1/27/1913 to 6/28/2000
Michael George Ripper was an English character actor born in Portsmouth, Hampshire England. As a child, Ripper was encouraged by his speech therapist father to participate in diction and public speaking competitions. At 16, Ripper won a scholarship to London’s Central School of Speech Training and Dramatic Arts.
He began his film career in ‘quota quickies’ in the 1930s and until the late 1950s was virtually unknown and was seldom credited. Ripper became a mainstay in Hammer Film Productions playing supporting character roles: coachmen, peasants, tavern keepers, pirates and sidekicks. He appeared in over 33 Hammer films. More than any other performer. These included “The Camp on Blood Island” (1958), “The Revenge of Frankenstein” (1958), “The Mummy” (1959), “The Brides of Dracula” (1960), “Captain Clegg” (1962), “The Scarlet Blade” (1963), “The Reptile” (1966), “The Plague of the Zombies” (1966) and “The Mummy's Shroud” (1967). Occasionally he was disguised almost beyond recognition, yet his raspy voice remained unmistakable. Some of his parts were little better than glorified bits (as in “The Curse of the Werewolf”), but his role for Hammer Films was a significant supporting part as a landlord in “Scars of Dracula” in 1970. (His very last Hammer role was as a railway worker in the atypical comedy “That's Your Funeral” two years later.)

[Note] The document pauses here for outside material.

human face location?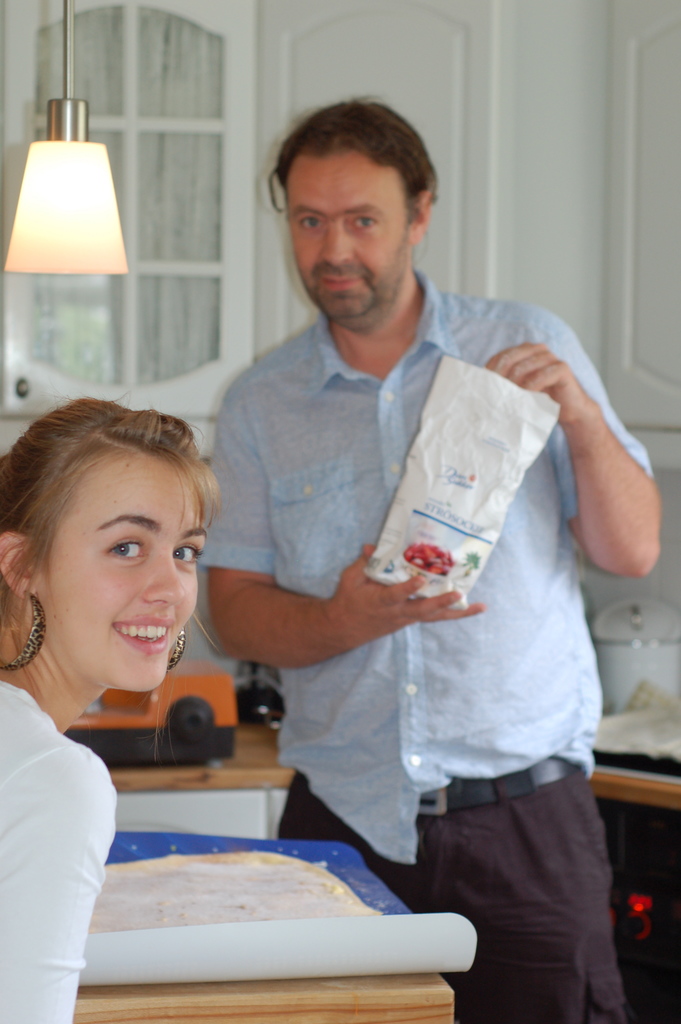
region(39, 454, 204, 689)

Other character roles were in; “Legend of the Werewolf” 1975, “The Creeping Flesh” 1973, “Taste the Blood of Dracula” 1970, “Dracula has risen from the Grave” 1968, “The Lost Continent” 1968, “Torture Garden” 1967, “The Deadly Bees” 1966, “Rasputin the Mad Monk”, “Quatermass 2” and “X the Unknown” 1956 and many, many more.
His hobbies included photography, woodworking and classical music. In the film “What a Crazy World” he's credited as 'The Common man' but plays 6 parts - Employment exchange clerk, passenger on bus, amusement arcade attendant, road sweeper, park keeper and man in cinema. Derek Pykett is the author of Michel’s biography called “Michael Ripper Unmasked” by Hemlock Books Limited, Midnight Marquee Press. He has more than 234 acting credits to his name.
Michael was married three times; Jean Bramley (1934–1947), Catherine Finn (1972–1978), Cecelia Doidge (1995–2000). He has two children.
In the early 1950s, Ripper, once a heavy smoker, developed a thyroid condition for which he had to have an operation. "When I came out of it, I could only talk in a whisper," he recalled. "It got a little better, of course, but I didn't really sound like a human being - so all I could do was horror."
Memory problems made life difficult for Ripper in the last years of his life, but didn’t prevent him from attending several horror conventions on both sides of the Atlantic, appearing alongside Christopher Lee and Ingrid Pitt to the delight of his legions of fans.
After some years of increasingly failing health, Michael Ripper passed away on the 28th of June, 2000 aged 87, leaving behind a legacy of film roles which helped define the iconic brand that was Hammer Horror.